Hunter Renfrow will have a chance to complete a comeback this year. Weeks after meeting with the Panthers, the former Raiders slot receiver will join the team, NFL.com’s Ian Rapoport and Tom Pelissero report.
Having also met with the new Raiders regime, Renfrow was viewed as unlikely to be re-signed. But the Panthers will give the former 1,000-yard pass catcher a shot. The team has since announced the one-year agreement.
Trekking to Charlotte in March, Renfrow looks to have seen dominoes fall his way in the draft. Despite the Panthers using their first-round pick on wide receiver Tetairoa McMillan, they will give Renfrow a chance to impress as a slot option. The duo’s skillsets do not exactly overlap, and even though Carolina drafted Colorado receiver Jimmy Horn in Round 6, Renfrow will be part of its 90-man offseason roster.
After playing in Oakland and Las Vegas previously, Renfrow will return to his home region. The Clemson product is a Myrtle Beach, S.C., native. This addition certainly does not guarantee the 5-foot-10 target will be on Carolina’s 53-man roster come September, but he has at least secured an opportunity after sitting out the 2024 season.
The full-season absence came after the Raiders used a post-June 1 release designation on the five-year veteran last March. The Raiders had given Renfrow a two-year, $32MM extension, but he did not prove a fit in Josh McDaniels‘ offense. Despite McDaniels and then-GM Dave Ziegler signing off on the deal, Renfrow fell out of favor a year after leading the Raiders in receiving. Renfrow had joined Darren Waller as pillars of a Raiders pass-catching group that had sustained multiple setbacks — via the Antonio Brown misstep and Henry Ruggs‘ release following his involvement in a fatal car accident. Renfrow finished the 2021 season with 1,038 yards; he amassed barely half that across the following two seasons.
Renfrow, 29, caught 36 passes for 330 yards in 2022. That came in an injury-shortened season, but in 17 2023 games, the former Jon Gruden-era staple totaled just 255 yards as the Raiders transitioned from McDaniels to Antonio Pierce in charge. The short-lived Pierce-Tom Telesco regime, after trade rumors produced no takers, released him soon after. No close connections between Renfrow and teams emerged while he was on the market last year.
The Panthers moved on from both Diontae Johnson and Jonathan Mingo in-season, but they held onto Adam Thielen. The 13th-year veteran agreed to return on a deal that does not guarantee a roster spot, as it carries just $1.75MM guaranteed. McMillan and Horn join 2024 first-round pick Xavier Legette and UDFA find Jalen Coker among the Panthers’ receiving corps, which also houses backup David Moore. Renfrow will join the likes of Dan Chisena, Dax Milne and others vying for roster spots this offseason.
That’s a crowded receiver room, but that’s a good problem to have if your name is Bryce Young.
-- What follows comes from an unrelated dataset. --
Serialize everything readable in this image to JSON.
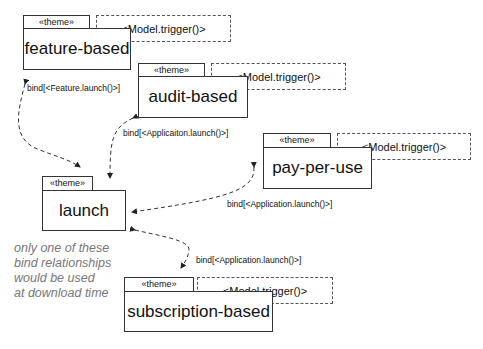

It seems to me that Thielen and Renfrow might fill some of the same roles in the offense, so it’ll be interesting to see how the snaps shake out. You figure that McMillan and Legette are the one and two receivers, in whatever order, and that either Renfrow or Thielen would be next. Carolina spending a selection on Horn makes it seem like he’d have some role, and that the Panthers see a further need in some capacity somewhere in the receiving corps.
My main question really now for them is at tight end, where I think that they could have used some investment. Sanders had too many mental mistakes for my liking, and though Tremble has one of the best names in the league and showed some value, I don’t think that the role is 100% nailed down right now in Carolina. I really want to see what their fifth round pick in Evans can give them. He probably was undervalued as a good player and part of Notre Dame’s second place run, so Carolina looks like they got a good value. We’ll have to see how he shakes out in the pros, because Young could really use a reliable tight end.
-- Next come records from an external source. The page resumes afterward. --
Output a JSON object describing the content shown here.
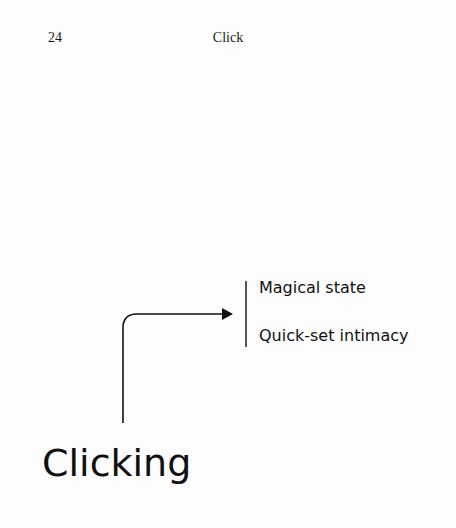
{
  "header": {
    "page_number": "24",
    "running_title": "Click"
  },
  "diagram": {
    "source_label": "Clicking",
    "targets": [
      {
        "label": "Magical state"
      },
      {
        "label": "Quick-set intimacy"
      }
    ]
  }
}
I’d bet against Renfrow making the 53 man roster. He was on the small and slow side before he was injured and pushing 30. Given where he would land in their pecking order, I’m guessing they would give the nod to Horn for special teams ability.
For tight end, I do think Evans can be a good complement to Sanders skill wise. Sanders more of the move tight end, Evans more of the inline blocker.
Well, if that happens, you wonder whether the receiver needy Saints would entertain the idea of a Carr-Renfrow reunion if Carr ends up playing.
I agree with you on the Evans/Sanders dichotomy. I wonder if Evans displays good enough receiving ability if he’d eventually just take over the role, but coming in, that seems like a great way to get them both on the field.
It’s not hard to carve out sizable roles for multiple good tight ends. It’s much harder to have multiple good tight ends in the first place. Especially when one of them is a weapon you want to move around the formation. The way Andrews and Likely both play tight end for the Ravens, but they don’t exactly play the same position.
Meanwhile, I’m a Jets fan, so I’m relieved the draft brought *one* promising tight end to the roster, and it’s the son of Jason Taylor and nephew of Zach Thomas. Where does the time go?